23 years later, Kagame is still in office, and he presides over a radically reformed Rwanda:  there has been stability, economic growth, and even reconciliation [And, incidentally, did you know that women hold over half the seats in Rwanda’s Parliament?].  One of the things that I find so interesting about this, is that, in Rwanda, the celebration of liberation comes in a larger context of mourning for the genocide.  The national mourning period begins each year on April 7th.  The day is called Kwibuka, and it lasts until today, July 4th, Liberation Day.  The whole week following April 7th is an official week of mourning, called Icyunamo.

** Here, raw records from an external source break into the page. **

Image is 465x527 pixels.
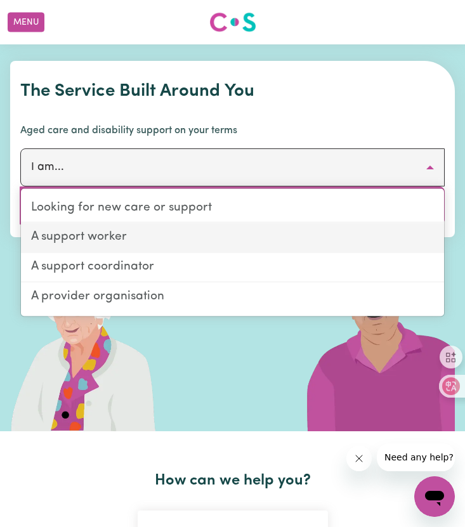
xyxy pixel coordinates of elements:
[21,282,444,311] a: A provider organisation
[21,193,444,223] a: Looking for new care or support
[69,472,396,490] h2: How can we help you?
[21,253,444,283] a: A support coordinator
[20,81,444,103] h1: The Service Built Around You
[414,476,455,517] iframe: 启动消息传送窗口的按钮
[377,443,455,471] iframe: 来自公司的消息
[20,148,444,186] button: I am...
[209,11,256,34] img: Careseekers logo
[20,188,444,316] div: I am...
[21,223,444,253] a: A support worker
[20,123,444,138] p: Aged care and disability support on your terms
[346,446,372,471] iframe: 关闭消息
[209,8,256,37] a: Careseekers logo
[20,186,444,224] button: Get Started
[8,13,44,32] button: Menu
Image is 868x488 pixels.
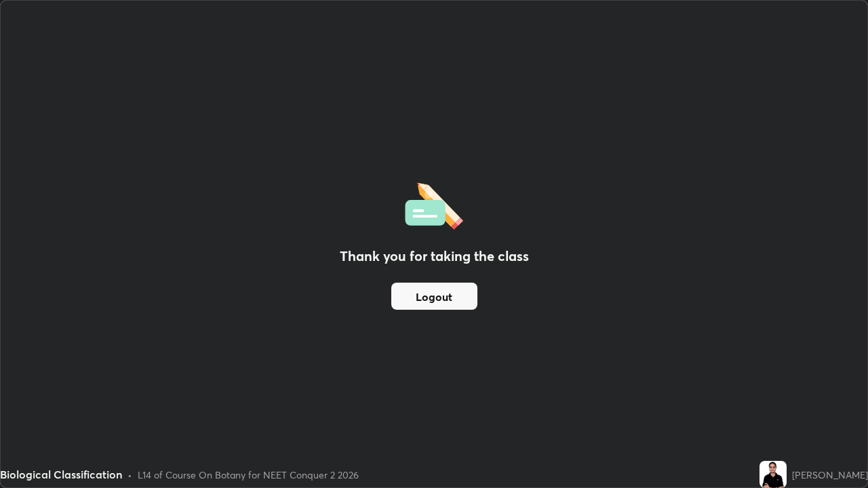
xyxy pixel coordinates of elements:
div: L14 of Course On Botany for NEET Conquer 2 2026 [138,468,359,482]
button: Logout [391,283,478,310]
div: • [127,468,132,482]
div: [PERSON_NAME] [793,468,868,482]
img: 8c6379e1b3274b498d976b6da3d54be2.jpg [760,461,787,488]
h2: Thank you for taking the class [340,246,529,267]
img: offlineFeedback.1438e8b3.svg [405,178,464,230]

Liberation always comes at a cost, doesn’t it?  Here in Gettysburg, we just finished the commemoration of the battle, the deadliest on American soil, with somewhere around 50,000 dead in three days.  After going to the reenactment on Sunday with our Swedish cousins, we watched the movie “Gettysburg” (oh, are they good sports!).  I think the movie actually is pretty good–with a great cameo by the Seminary!, and certainly doesn’t gloss over the terrible human cost, the broken friendships, and the despair:  after three days, nothing dramatic was accomplished.  Sure, the Confederate Army was driven south, but they would fight two more years, until they really had no more men to lose and no more food to feed the ones they had.  I have to be honest: I understand living historians and their desire to dig into period characters and their lives, but I do not understand reenacting horrifying, costly battles.

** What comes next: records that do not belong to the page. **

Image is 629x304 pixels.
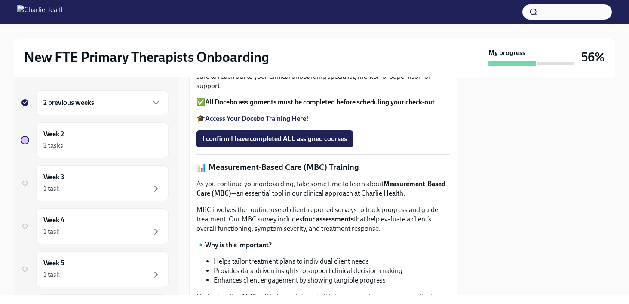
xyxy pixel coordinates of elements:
[196,130,353,147] button: I confirm I have completed ALL assigned courses
[43,270,60,279] div: 1 task
[43,129,64,139] h6: Week 2
[43,215,64,225] h6: Week 4
[488,48,525,58] strong: My progress
[21,165,169,201] a: Week 31 task
[205,114,309,123] a: Access Your Docebo Training Here!
[43,227,60,236] div: 1 task
[214,276,450,285] li: Enhances client engagement by showing tangible progress
[36,90,169,115] div: 2 previous weeks
[196,240,450,250] p: 🔹
[17,5,65,19] img: CharlieHealth
[43,258,64,268] h6: Week 5
[205,241,272,249] strong: Why is this important?
[24,49,269,66] h2: New FTE Primary Therapists Onboarding
[43,172,64,182] h6: Week 3
[202,135,347,143] span: I confirm I have completed ALL assigned courses
[196,205,450,233] p: MBC involves the routine use of client-reported surveys to track progress and guide treatment. Ou...
[43,184,60,193] div: 1 task
[302,215,354,223] strong: four assessments
[214,257,450,266] li: Helps tailor treatment plans to individual client needs
[21,251,169,287] a: Week 51 task
[196,179,450,198] p: As you continue your onboarding, take some time to learn about —an essential tool in our clinical...
[21,122,169,158] a: Week 22 tasks
[581,49,605,65] h3: 56%
[196,114,450,123] p: 🎓
[43,98,94,107] h6: 2 previous weeks
[21,208,169,244] a: Week 41 task
[196,162,450,173] p: 📊 Measurement-Based Care (MBC) Training
[196,98,450,107] p: ✅
[214,266,450,276] li: Provides data-driven insights to support clinical decision-making
[43,141,63,150] div: 2 tasks
[205,98,437,106] strong: All Docebo assignments must be completed before scheduling your check-out.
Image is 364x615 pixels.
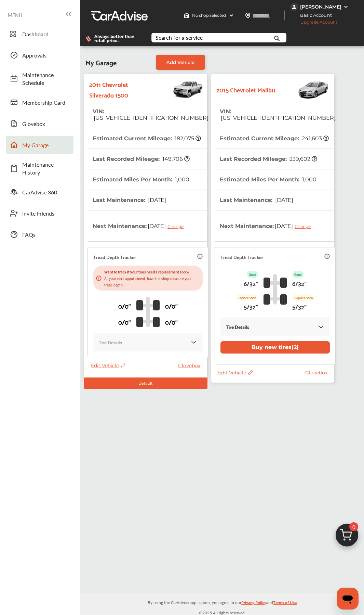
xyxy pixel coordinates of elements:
span: 239,602 [289,156,317,162]
img: jVpblrzwTbfkPYzPPzSLxeg0AAAAASUVORK5CYII= [290,3,298,11]
img: WGsFRI8htEPBVLJbROoPRyZpYNWhNONpIPPETTm6eUC0GeLEiAAAAAElFTkSuQmCC [343,4,348,10]
a: Terms of Use [273,598,297,609]
span: [DATE] [274,196,294,203]
span: 1,000 [174,176,189,183]
p: Replace soon [236,294,258,301]
strong: 2015 Chevrolet Malibu [217,84,275,95]
div: Search for a service [156,35,203,41]
p: Tire Details [226,322,249,330]
div: Change [295,224,314,229]
img: header-divider.bc55588e.svg [284,10,285,20]
span: Upgrade Account [290,20,337,28]
p: Want to track if your tires need a replacement soon? [104,268,200,275]
p: Replace soon [292,294,315,301]
span: My Garage [22,141,70,149]
div: Change [168,224,187,229]
th: Last Recorded Mileage : [92,149,190,169]
th: Next Maintenance : [92,210,189,241]
a: My Garage [6,136,73,153]
span: [US_VEHICLE_IDENTIFICATION_NUMBER] [220,115,336,121]
a: Approvals [6,46,73,64]
a: Maintenance Schedule [6,67,73,90]
span: FAQs [22,230,70,238]
span: [DATE] [147,217,189,234]
span: Always better than retail price. [94,35,140,43]
a: Membership Card [6,93,73,111]
strong: 2011 Chevrolet Silverado 1500 [90,79,150,100]
span: Maintenance Schedule [22,71,70,87]
th: Estimated Miles Per Month : [92,170,189,189]
p: Good [247,270,258,278]
a: CarAdvise 360 [6,183,73,201]
span: Dashboard [22,30,70,38]
img: cart_icon.3d0951e8.svg [331,520,363,553]
p: 0/0" [165,316,178,327]
span: Edit Vehicle [91,362,125,368]
th: Estimated Current Mileage : [92,128,201,149]
div: [PERSON_NAME] [300,4,341,10]
span: 182,075 [174,135,201,142]
th: Last Recorded Mileage : [220,149,317,169]
span: Invite Friends [22,210,70,217]
img: dollor_label_vector.a70140d1.svg [86,36,91,42]
p: By using the CarAdvise application, you agree to our and [81,598,364,605]
span: Add Vehicle [166,60,195,65]
img: location_vector.a44bc228.svg [245,13,251,18]
a: FAQs [6,226,73,243]
a: Glovebox [178,362,203,368]
p: Tire Details [99,338,122,346]
p: At your next appointment, have the shop measure your tread depth. [104,275,200,288]
span: No shop selected [192,13,226,18]
img: header-home-logo.8d720a4f.svg [184,13,189,18]
span: CarAdvise 360 [22,188,70,196]
p: Tread Depth Tracker [93,253,136,261]
img: KOKaJQAAAABJRU5ErkJggg== [190,339,198,346]
span: [US_VEHICLE_IDENTIFICATION_NUMBER] [92,115,208,121]
img: KOKaJQAAAABJRU5ErkJggg== [317,323,325,330]
th: Last Maintenance : [220,190,294,210]
th: Last Maintenance : [92,190,166,210]
a: Privacy Policy [241,598,266,609]
span: Approvals [22,51,70,59]
img: Vehicle [275,77,329,102]
p: 5/32" [292,301,307,312]
img: Vehicle [150,77,203,102]
span: Maintenance History [22,161,70,176]
a: Glovebox [6,115,73,133]
span: [DATE] [147,196,166,203]
span: Basic Account [291,11,337,19]
img: tire_track_logo.b900bcbc.svg [137,296,160,327]
th: Estimated Current Mileage : [220,128,329,149]
th: VIN : [92,102,208,128]
span: MENU [8,13,22,18]
span: 149,706 [161,156,190,162]
p: 6/32" [244,278,258,288]
span: Membership Card [22,99,70,106]
p: 5/32" [244,301,258,312]
span: 1,000 [301,176,317,183]
iframe: Button to launch messaging window [337,588,359,609]
a: Invite Friends [6,204,73,222]
th: Estimated Miles Per Month : [220,170,317,189]
p: 0/0" [118,300,131,311]
img: header-down-arrow.9dd2ce7d.svg [229,13,234,18]
span: 0 [350,522,358,531]
p: Tread Depth Tracker [221,253,263,261]
span: 241,603 [301,135,329,142]
a: Glovebox [306,370,331,376]
a: Add Vehicle [156,55,205,70]
span: [DATE] [274,217,316,234]
a: Dashboard [6,25,73,43]
p: Good [292,270,304,278]
p: 0/0" [118,316,131,327]
p: 6/32" [292,278,307,288]
button: Buy new tires(2) [221,341,330,353]
th: Next Maintenance : [220,210,316,241]
span: Glovebox [22,120,70,128]
div: Default [84,377,208,389]
span: My Garage [85,55,116,70]
a: Maintenance History [6,157,73,180]
th: VIN : [220,102,336,128]
img: tire_track_logo.b900bcbc.svg [264,273,287,305]
p: 0/0" [165,300,178,311]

So, on July 4th, I’m feeling mixed emotions.  On the one hand, I am grateful for the blessings that come with living in the United States, even under this president whom I neither respect nor trust.  [We will not be in this situation forever; time will march on].  Even as I am mindful of all those who do not experience the same blessings I have in this country as a white, middle class woman, still, I am grateful for abundant food and clean water; for the ability to study and work; for the ease of travelling on an American passport, which will get me quickly and cheaply into almost any nation in the world; for beautiful natural landscapes and safe cities to explore; for the freedom of speech, the freedom of religion, and the freedom of the press–and the courage to fight for these freedoms every day.

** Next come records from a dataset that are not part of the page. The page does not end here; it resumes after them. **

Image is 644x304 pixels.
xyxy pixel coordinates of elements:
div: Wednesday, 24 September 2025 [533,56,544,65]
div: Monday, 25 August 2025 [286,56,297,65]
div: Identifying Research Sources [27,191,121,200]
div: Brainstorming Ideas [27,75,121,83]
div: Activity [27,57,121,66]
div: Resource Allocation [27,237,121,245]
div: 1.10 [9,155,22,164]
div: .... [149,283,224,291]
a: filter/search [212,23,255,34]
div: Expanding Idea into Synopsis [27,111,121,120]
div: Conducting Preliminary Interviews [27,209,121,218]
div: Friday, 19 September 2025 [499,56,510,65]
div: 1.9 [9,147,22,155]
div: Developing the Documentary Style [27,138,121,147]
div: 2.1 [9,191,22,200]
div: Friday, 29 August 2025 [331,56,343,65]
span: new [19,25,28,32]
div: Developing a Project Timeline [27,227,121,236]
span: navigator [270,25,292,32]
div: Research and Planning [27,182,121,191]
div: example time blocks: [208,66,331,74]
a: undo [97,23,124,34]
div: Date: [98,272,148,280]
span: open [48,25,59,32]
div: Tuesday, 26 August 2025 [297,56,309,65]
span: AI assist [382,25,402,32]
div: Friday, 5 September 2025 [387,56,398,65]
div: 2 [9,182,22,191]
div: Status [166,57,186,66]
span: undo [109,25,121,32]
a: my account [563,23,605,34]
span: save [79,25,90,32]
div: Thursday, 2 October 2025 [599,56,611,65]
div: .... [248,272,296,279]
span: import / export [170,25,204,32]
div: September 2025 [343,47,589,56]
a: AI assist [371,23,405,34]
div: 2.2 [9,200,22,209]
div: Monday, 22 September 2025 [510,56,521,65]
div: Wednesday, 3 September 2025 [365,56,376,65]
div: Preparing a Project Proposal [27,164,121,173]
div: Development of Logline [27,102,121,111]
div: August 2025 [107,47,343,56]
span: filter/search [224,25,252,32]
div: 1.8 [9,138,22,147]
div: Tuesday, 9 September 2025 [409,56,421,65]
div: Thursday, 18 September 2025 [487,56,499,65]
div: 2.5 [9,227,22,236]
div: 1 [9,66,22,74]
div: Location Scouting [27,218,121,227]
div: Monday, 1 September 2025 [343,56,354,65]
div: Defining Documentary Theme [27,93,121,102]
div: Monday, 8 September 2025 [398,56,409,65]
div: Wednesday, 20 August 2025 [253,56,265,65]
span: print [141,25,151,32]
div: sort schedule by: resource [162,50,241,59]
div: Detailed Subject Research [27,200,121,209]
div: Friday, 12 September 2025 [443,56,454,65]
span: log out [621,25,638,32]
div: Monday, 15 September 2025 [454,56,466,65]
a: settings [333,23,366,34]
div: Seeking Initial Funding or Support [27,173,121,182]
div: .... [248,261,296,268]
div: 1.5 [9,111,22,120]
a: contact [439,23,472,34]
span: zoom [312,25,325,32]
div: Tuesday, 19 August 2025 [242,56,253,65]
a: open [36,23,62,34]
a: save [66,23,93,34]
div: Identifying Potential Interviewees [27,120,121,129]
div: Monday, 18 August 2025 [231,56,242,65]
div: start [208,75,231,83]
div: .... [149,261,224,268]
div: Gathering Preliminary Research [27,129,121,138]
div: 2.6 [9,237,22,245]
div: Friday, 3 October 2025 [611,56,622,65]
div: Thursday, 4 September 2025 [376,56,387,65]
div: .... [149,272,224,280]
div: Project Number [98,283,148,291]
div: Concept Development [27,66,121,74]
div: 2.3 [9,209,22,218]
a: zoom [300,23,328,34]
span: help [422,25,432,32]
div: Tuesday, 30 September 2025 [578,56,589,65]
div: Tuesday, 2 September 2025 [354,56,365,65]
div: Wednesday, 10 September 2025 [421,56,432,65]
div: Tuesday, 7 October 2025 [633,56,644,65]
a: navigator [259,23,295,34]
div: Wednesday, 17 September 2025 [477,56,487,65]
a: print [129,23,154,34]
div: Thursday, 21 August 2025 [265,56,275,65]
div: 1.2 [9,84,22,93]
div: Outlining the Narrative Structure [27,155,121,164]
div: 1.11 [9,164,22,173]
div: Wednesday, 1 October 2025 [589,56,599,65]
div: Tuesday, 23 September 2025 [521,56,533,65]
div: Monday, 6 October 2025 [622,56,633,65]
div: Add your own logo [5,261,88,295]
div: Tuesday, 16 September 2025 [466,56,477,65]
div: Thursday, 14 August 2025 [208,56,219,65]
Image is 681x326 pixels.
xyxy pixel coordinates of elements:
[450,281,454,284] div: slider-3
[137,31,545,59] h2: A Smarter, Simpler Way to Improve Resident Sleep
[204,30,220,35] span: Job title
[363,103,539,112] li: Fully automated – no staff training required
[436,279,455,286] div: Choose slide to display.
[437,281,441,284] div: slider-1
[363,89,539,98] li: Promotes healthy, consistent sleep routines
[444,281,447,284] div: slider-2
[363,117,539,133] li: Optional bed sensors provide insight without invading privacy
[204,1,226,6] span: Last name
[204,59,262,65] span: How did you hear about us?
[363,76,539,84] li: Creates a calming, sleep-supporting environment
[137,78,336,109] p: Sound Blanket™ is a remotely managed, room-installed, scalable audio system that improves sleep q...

but here is the other piece:  I am convinced that for Americans, Independence Day is not only something to celebrate but an ongoing call to work for an ideal, a promise that too many in our country see and experience only dimly.  The task remains before us, even as the fireworks go off; and without this aspect of our celebration and commemoration, we somehow miss much of the point.  Today, and every day, we can’t just look back in gratitude; we also need to look forward in commitment and hope.